Computers and Sex in the 1980s (Minitel)

Minitel: Welcome to the Internet (Mailland and Driscoll; MIT Press) describes how people used the first mass-market Internet-style service for sex-related applications.

Why would anyone turn to the online sex-oriented message boards? Minitel Magazine, Jan-Feb 1987:

It was a chance to step out of their normal identity and be superman or a beautiful woman and say all the things that they only think about in their most secret fantasies. You are a nobody at work. You have to fight a commute to work and back. You are lonely, or you are married. Indulging in an hour of sex chat is a crude but effective way of creating a different self.

Department of Know-Your-Customer: Before the system launched, Jean Autin, a French bureaucrat said that if the government didn’t control the content providers the result would be a “race to the bottom” and “You will transform France into one giant porno theatre!”

With messageries accounting for up 50 percent of all traffic, revenue was enormous. And with the top twenty sites garnering 85 percent of pink connections, visibility was key. The result was a feedback loop that incentivized the messageries to put out more and more ads, in more and more public places. By the late 1980s, ads for Minitel rose were pervasive on the streets of Paris. Short codes such as 3615 SEXTEL appeared on any surface that could carry an ad—billboards, buses, subway stations, magazines, and television. Everywhere. Most ads were playful rather than crude; they were, after all, displayed in public for eyes of all ages. But while their level of explicitness varied, there was no question what was being advertised.

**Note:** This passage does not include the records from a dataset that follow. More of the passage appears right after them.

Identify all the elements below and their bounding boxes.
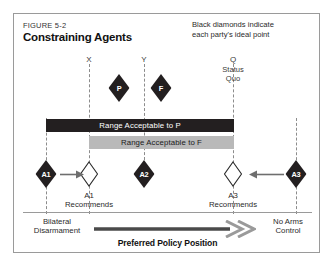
axis-label-left-line-2: Disarmament [26,226,88,235]
recommendation-label-a1: A1 Recommends [65,191,113,210]
nudge-arrow-a1-right [60,170,84,179]
policy-axis-arrow-icon [94,220,256,238]
ideal-point-f: F [151,74,172,102]
axis-label-left: Bilateral Disarmament [26,217,88,235]
plot-area: X Y Q Status Quo P F Range Acceptable to… [14,14,321,254]
axis-label-right: No Arms Control [260,217,316,235]
nudge-arrow-a3-left [249,170,284,179]
axis-label-left-line-1: Bilateral [26,217,88,226]
ideal-point-p: P [109,74,130,102]
recommendation-label-a3-line-1: A3 [209,191,257,200]
axis-label-right-line-2: Control [260,226,316,235]
recommendation-label-a1-line-1: A1 [65,191,113,200]
ideal-point-a3: A3 [286,160,307,188]
tick-label-y: Y [141,55,146,64]
ideal-point-a2: A2 [134,160,155,188]
axis-caption: Preferred Policy Position [14,238,321,248]
range-bar-f: Range Acceptable to F [89,136,234,149]
recommendation-diamond-a3 [224,161,243,187]
tick-sublabel-status-quo: Status Quo [222,66,244,83]
figure-frame: FIGURE 5-2 Constraining Agents Black dia… [13,13,320,253]
axis-divider [23,212,312,213]
ideal-point-a1: A1 [36,160,57,188]
status-quo-line-2: Quo [222,75,244,84]
recommendation-label-a1-line-2: Recommends [65,200,113,209]
axis-label-right-line-1: No Arms [260,217,316,226]
recommendation-label-a3-line-2: Recommends [209,200,257,209]
range-bar-f-label: Range Acceptable to F [121,138,202,147]
tick-label-q: Q [230,55,236,64]
range-bar-p-label: Range Acceptable to P [99,121,180,130]
recommendation-label-a3: A3 Recommends [209,191,257,210]
tick-label-x: X [86,55,91,64]
range-bar-p: Range Acceptable to P [46,119,234,132]
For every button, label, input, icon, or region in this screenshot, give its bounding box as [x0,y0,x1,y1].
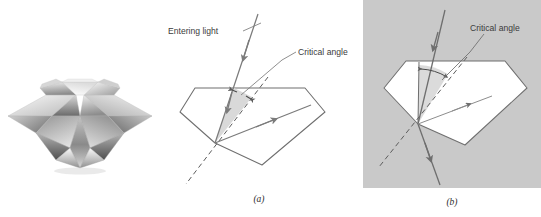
panel-a-caption: (a) [253,194,264,205]
optics-figure: Entering light Critical angle (a) Critic… [0,0,541,217]
panel-b-caption: (b) [446,197,457,208]
panel-b: Critical angle (b) [363,0,541,208]
panel-a-critical-angle-label: Critical angle [298,47,348,57]
panel-a-entering-light-label: Entering light [168,26,219,36]
diamond-shadow [54,168,106,175]
diamond-facet-table-top [62,79,98,82]
panel-b-critical-angle-label: Critical angle [470,23,520,33]
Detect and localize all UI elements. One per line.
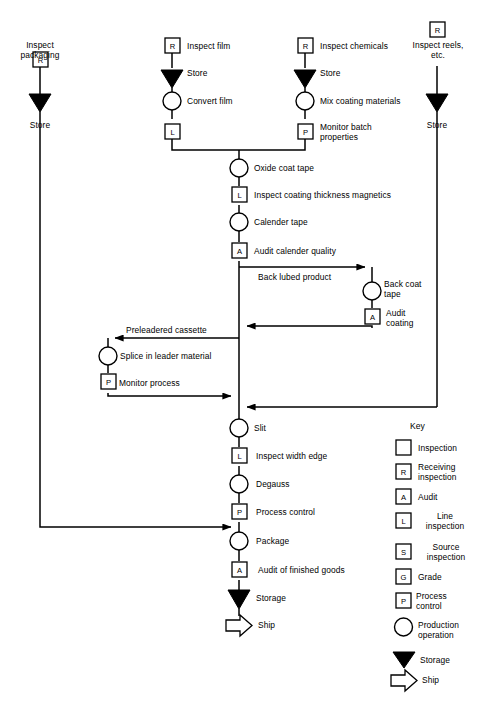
key-label-production-operation: Production operation bbox=[418, 620, 459, 640]
line-splice-return bbox=[108, 393, 231, 396]
key-letter-l: L bbox=[396, 518, 411, 526]
label-mix-coating: Mix coating materials bbox=[320, 96, 400, 106]
label-store-chemicals: Store bbox=[320, 68, 340, 78]
symbol-operation-mix-coating[interactable] bbox=[296, 92, 314, 110]
key-label-storage: Storage bbox=[420, 655, 450, 665]
label-ship-main: Ship bbox=[258, 620, 275, 630]
label-monitor-batch: Monitor batch properties bbox=[320, 122, 372, 142]
label-audit-coating: Audit coating bbox=[386, 308, 414, 328]
symbol-letter-l-film: L bbox=[165, 129, 180, 137]
symbol-operation-degauss[interactable] bbox=[230, 475, 248, 493]
key-label-receiving-inspection: Receiving inspection bbox=[418, 462, 457, 482]
line-packaging-to-main bbox=[40, 518, 231, 527]
label-inspect-chemicals: Inspect chemicals bbox=[320, 41, 388, 51]
key-title: Key bbox=[410, 421, 425, 431]
label-storage-main: Storage bbox=[256, 593, 286, 603]
label-package: Package bbox=[256, 536, 289, 546]
line-backcoat-return bbox=[247, 326, 372, 328]
key-label-grade: Grade bbox=[418, 572, 442, 582]
symbol-storage-packaging[interactable] bbox=[29, 94, 51, 112]
label-convert-film: Convert film bbox=[187, 96, 233, 106]
label-audit-calender-quality: Audit calender quality bbox=[254, 246, 336, 256]
symbol-letter-p-monitor-process: P bbox=[101, 379, 116, 387]
key-symbol-production-operation bbox=[395, 618, 413, 636]
label-back-coat-tape: Back coat tape bbox=[384, 279, 422, 299]
process-flow-diagram bbox=[0, 0, 486, 707]
label-slit: Slit bbox=[254, 423, 266, 433]
label-store-film: Store bbox=[187, 68, 207, 78]
label-splice-leader-material: Splice in leader material bbox=[120, 351, 211, 361]
key-label-line-inspection: Line inspection bbox=[414, 511, 476, 531]
symbol-letter-l-inspect-coating: L bbox=[232, 192, 247, 200]
symbol-letter-r-reels: R bbox=[430, 27, 445, 35]
key-symbol-ship bbox=[391, 670, 417, 691]
symbol-operation-calender-tape[interactable] bbox=[230, 213, 248, 231]
label-degauss: Degauss bbox=[256, 479, 290, 489]
key-label-ship: Ship bbox=[422, 675, 439, 685]
symbol-storage-chemicals[interactable] bbox=[294, 70, 316, 88]
key-label-source-inspection: Source inspection bbox=[414, 542, 478, 562]
key-letter-a: A bbox=[396, 494, 411, 502]
symbol-operation-splice-leader[interactable] bbox=[99, 347, 117, 365]
label-preleadered-cassette: Preleadered cassette bbox=[126, 325, 207, 335]
symbol-operation-back-coat-tape[interactable] bbox=[363, 282, 381, 300]
label-oxide-coat-tape: Oxide coat tape bbox=[254, 163, 314, 173]
label-monitor-process: Monitor process bbox=[119, 378, 180, 388]
symbol-operation-slit[interactable] bbox=[230, 419, 248, 437]
symbol-letter-a-audit-calender: A bbox=[232, 248, 247, 256]
key-letter-g: G bbox=[396, 574, 411, 582]
symbol-letter-r-film: R bbox=[165, 43, 180, 51]
label-inspect-packaging: Inspect packaging bbox=[0, 40, 85, 60]
symbol-letter-p-process-control: P bbox=[232, 509, 247, 517]
symbol-storage-reels[interactable] bbox=[426, 94, 448, 112]
label-calender-tape: Calender tape bbox=[254, 217, 308, 227]
symbol-operation-convert-film[interactable] bbox=[163, 92, 181, 110]
label-audit-finished-goods: Audit of finished goods bbox=[258, 565, 345, 575]
symbol-letter-l-inspect-width: L bbox=[232, 453, 247, 461]
label-inspect-reels: Inspect reels, etc. bbox=[393, 40, 483, 60]
symbol-letter-p-chemicals: P bbox=[298, 129, 313, 137]
label-inspect-coating-thickness: Inspect coating thickness magnetics bbox=[254, 190, 391, 200]
key-letter-p: P bbox=[396, 598, 411, 606]
label-inspect-width-edge: Inspect width edge bbox=[256, 451, 327, 461]
symbol-ship-main[interactable] bbox=[226, 615, 252, 636]
line-film-merge bbox=[172, 139, 239, 150]
key-label-audit: Audit bbox=[418, 492, 438, 502]
label-store-packaging: Store bbox=[10, 120, 70, 130]
symbol-storage-main[interactable] bbox=[228, 590, 250, 609]
key-label-process-control: Process control bbox=[416, 591, 447, 611]
key-symbol-storage bbox=[393, 652, 415, 668]
key-symbol-inspection bbox=[396, 440, 411, 455]
symbol-storage-film[interactable] bbox=[161, 70, 183, 88]
label-store-reels: Store bbox=[407, 120, 467, 130]
key-letter-r: R bbox=[396, 469, 411, 477]
label-process-control: Process control bbox=[256, 507, 315, 517]
label-inspect-film: Inspect film bbox=[187, 41, 230, 51]
symbol-operation-package[interactable] bbox=[230, 532, 248, 550]
symbol-letter-r-chemicals: R bbox=[298, 43, 313, 51]
symbol-letter-a-audit-finished: A bbox=[232, 567, 247, 575]
symbol-letter-a-audit-coating: A bbox=[365, 314, 380, 322]
label-back-lubed-product: Back lubed product bbox=[258, 272, 331, 282]
line-chem-merge bbox=[239, 139, 305, 150]
key-label-inspection: Inspection bbox=[418, 443, 457, 453]
key-letter-s: S bbox=[396, 549, 411, 557]
symbol-operation-oxide-coat[interactable] bbox=[230, 159, 248, 177]
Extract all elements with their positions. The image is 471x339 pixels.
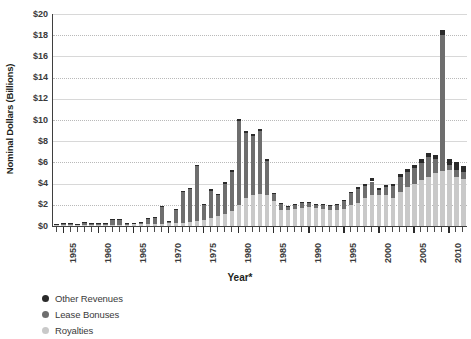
x-tick-label: 1985 <box>277 233 289 263</box>
bar-segment-lease-bonuses <box>307 203 311 207</box>
bar-1985 <box>272 193 276 226</box>
x-tick-mark <box>392 227 393 232</box>
bar-segment-royalties <box>447 170 451 226</box>
bar-segment-lease-bonuses <box>237 121 241 205</box>
x-tick-label: 1975 <box>207 233 219 263</box>
bar-segment-royalties <box>433 173 437 226</box>
bar-segment-other-revenues <box>335 204 339 205</box>
gridline <box>53 56 467 57</box>
bar-segment-royalties <box>370 195 374 226</box>
bar-segment-lease-bonuses <box>328 206 332 210</box>
bar-segment-royalties <box>405 187 409 226</box>
bar-segment-royalties <box>398 192 402 226</box>
y-tick-label: $10 <box>18 116 48 125</box>
bar-segment-other-revenues <box>363 184 367 186</box>
bar-segment-other-revenues <box>426 153 430 157</box>
bar-2007 <box>426 153 430 226</box>
bar-segment-lease-bonuses <box>279 204 283 210</box>
bar-segment-royalties <box>96 225 100 226</box>
bar-1961 <box>103 224 107 226</box>
bar-1964 <box>125 223 129 226</box>
bar-segment-other-revenues <box>286 206 290 207</box>
bar-segment-lease-bonuses <box>349 193 353 205</box>
bar-1962 <box>110 219 114 226</box>
bar-1966 <box>139 223 143 226</box>
gridline <box>53 99 467 100</box>
bar-segment-royalties <box>216 216 220 226</box>
bar-segment-royalties <box>363 198 367 226</box>
bar-segment-royalties <box>272 201 276 226</box>
y-tick-label: $18 <box>18 31 48 40</box>
bar-2004 <box>405 169 409 226</box>
bar-segment-lease-bonuses <box>117 219 121 224</box>
bar-segment-other-revenues <box>209 189 213 190</box>
x-tick-mark <box>329 227 330 232</box>
legend-item-other-revenues: Other Revenues <box>42 290 262 306</box>
bar-segment-other-revenues <box>265 159 269 161</box>
bar-segment-lease-bonuses <box>132 223 136 224</box>
bar-segment-other-revenues <box>54 224 58 225</box>
legend-label: Lease Bonuses <box>55 307 119 323</box>
bar-segment-other-revenues <box>103 223 107 224</box>
bar-1976 <box>209 189 213 226</box>
bar-segment-lease-bonuses <box>125 223 129 224</box>
bar-segment-lease-bonuses <box>440 35 444 171</box>
x-tick-mark <box>462 227 463 232</box>
x-tick-mark <box>294 227 295 232</box>
bar-segment-lease-bonuses <box>300 203 304 208</box>
bar-segment-other-revenues <box>412 165 416 168</box>
bar-segment-other-revenues <box>349 192 353 194</box>
bar-segment-lease-bonuses <box>258 131 262 195</box>
bar-segment-other-revenues <box>160 206 164 207</box>
bar-segment-other-revenues <box>419 159 423 163</box>
bar-segment-lease-bonuses <box>61 224 65 225</box>
bar-segment-royalties <box>426 177 430 226</box>
bar-segment-other-revenues <box>356 187 360 189</box>
bar-1954 <box>54 224 58 226</box>
bar-segment-other-revenues <box>321 204 325 205</box>
x-tick-mark <box>280 227 281 232</box>
x-tick-mark <box>434 227 435 232</box>
bar-1994 <box>335 204 339 226</box>
gridline <box>53 14 467 15</box>
bar-1955 <box>61 224 65 226</box>
x-tick-label: 1965 <box>137 233 149 263</box>
bar-segment-lease-bonuses <box>75 224 79 225</box>
bar-segment-lease-bonuses <box>89 224 93 225</box>
bar-segment-other-revenues <box>82 222 86 223</box>
bar-segment-lease-bonuses <box>426 157 430 177</box>
bar-segment-royalties <box>384 195 388 226</box>
bar-segment-royalties <box>132 224 136 226</box>
bar-segment-royalties <box>181 223 185 226</box>
bar-segment-royalties <box>244 198 248 226</box>
y-tick-label: $4 <box>18 179 48 188</box>
bar-segment-royalties <box>202 220 206 226</box>
x-tick-label: 2005 <box>417 233 429 263</box>
bar-segment-other-revenues <box>461 166 465 172</box>
bar-segment-royalties <box>293 209 297 226</box>
bar-segment-lease-bonuses <box>244 133 248 199</box>
gridline <box>53 35 467 36</box>
legend-label: Other Revenues <box>55 291 123 307</box>
bar-segment-royalties <box>412 184 416 226</box>
bar-1974 <box>195 165 199 226</box>
bar-segment-other-revenues <box>370 178 374 181</box>
bar-segment-lease-bonuses <box>454 170 458 177</box>
bar-segment-royalties <box>349 205 353 226</box>
bar-segment-royalties <box>237 205 241 226</box>
bar-segment-lease-bonuses <box>461 172 465 179</box>
bar-1958 <box>82 223 86 226</box>
x-tick-mark <box>175 227 176 232</box>
legend-swatch-icon <box>42 327 49 334</box>
bar-1973 <box>188 188 192 226</box>
bar-1979 <box>230 170 234 226</box>
bar-segment-other-revenues <box>377 188 381 190</box>
bar-segment-lease-bonuses <box>370 182 374 196</box>
bar-segment-lease-bonuses <box>146 219 150 224</box>
bar-segment-royalties <box>328 210 332 226</box>
bar-segment-other-revenues <box>125 223 129 224</box>
bar-segment-lease-bonuses <box>447 165 451 170</box>
bar-segment-other-revenues <box>132 223 136 224</box>
bar-1972 <box>181 191 185 226</box>
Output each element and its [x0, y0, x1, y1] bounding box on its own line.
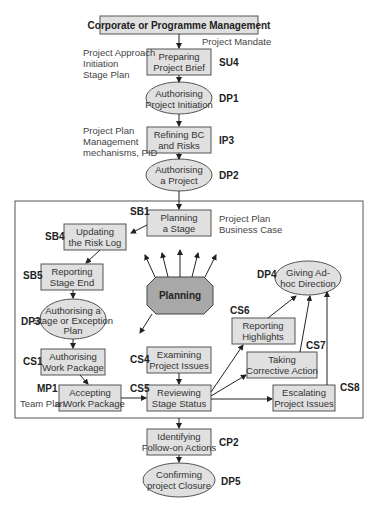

The government-run system encouraged the use of Minitel for naughty stuff because there was no detail on the bill. The spouse would see “X francs for Y hours of connect time.” The government also protected users from being known to application providers:

Minitel, unlike the Internet, was private by design, and the privacy features of Minitel took sex chat into the workplace. Minitel flows were anonymized both on the upstream and downstream. On the host side of the platform, service providers did not see from what number users were calling. This precluded later Internet innovations such as user tracking and micro-targeted advertising, as well as prevented service operators from getting an accurate head count of their client base. On the user side of the platform, connections were anonymized as well: the phone bill would only list connection minutes in bulk, without detailing either the specific times of connection or destination addresses. The privacy features were key in helping the DGT move forward despite popular opprobrium in the early days of Minitel; remember that the regional press has cried Big Brother in its campaign to kill the high modernist project. Full privacy was therefore a crucial public relations tool for the DGT.

With all digital destinations anonymized on the bill by the DGT, it was easy for Minitel-enabled workers to escape the gloom of the workday for a few minutes here and there, and ramble into rosy paradises. Visually, the text-mode interfaces of these digital frolics also made it difficult for a zealous boss to discern the specific nature of the computing act from a distance. Just in case a compliance officer happened to pop in, some sites built in a feature that enabled the user to display a fake, “clean,” home page at the touch of a button. And as an added forbidden pleasure, self-employed business owners could even write off the not-so-rosy phone bill as a business expense.

As with Facebook today, companies found that they had to try to block workers from connecting in order to avoid productivity losses:

Minitel filtering systems offered upstream control mechanisms. Maya, a board connected to the Minitel through the peripheral DIN output, could limit upstream connections to a select forty sites as well as offer time limit controls. Despite France Telecom’s denial that the pink workplace was even a thing, four thousand Mayas were said to have been ordered in the first month.

As in the U.S. society today, people were horrified by what might happen to children online:

Associations of Catholic families became active in initiating complaints and lawsuits against what became dubbed “the pimp State,” and other critics would raise the alarm about “the moral decadence of the State and of the high administration.” The criminal code was even amended in order to increase penalties for the crimes of “offense to good morals” (outrage aux bonnes moeurs), “incitement to debauchery” (incitation à la débauche), and the publication of messages that “adversely affect human dignity” (porter atteinte à la dignité humaine) when the target of the messages are under fifteen years old—the legal age of consent in France.

One of most vivid memories of Boston-area nightlife is from circa 2005. A restaurant in Somerville brought in a solo guitarist who was singing the Piña Colada song. It turns out that they had this in France too!

Les Ignobles du Bordelais narrate the story of a gentleman who meets a young lady over Minitel while his wife, Simone, is at work. After days of electronic flirting, she agrees to speak on the phone. His anticipation peaks as she picks up the phone—she must be naked!—only to discover that the voice on the other end belongs to Simone, who was herself expecting a young stud.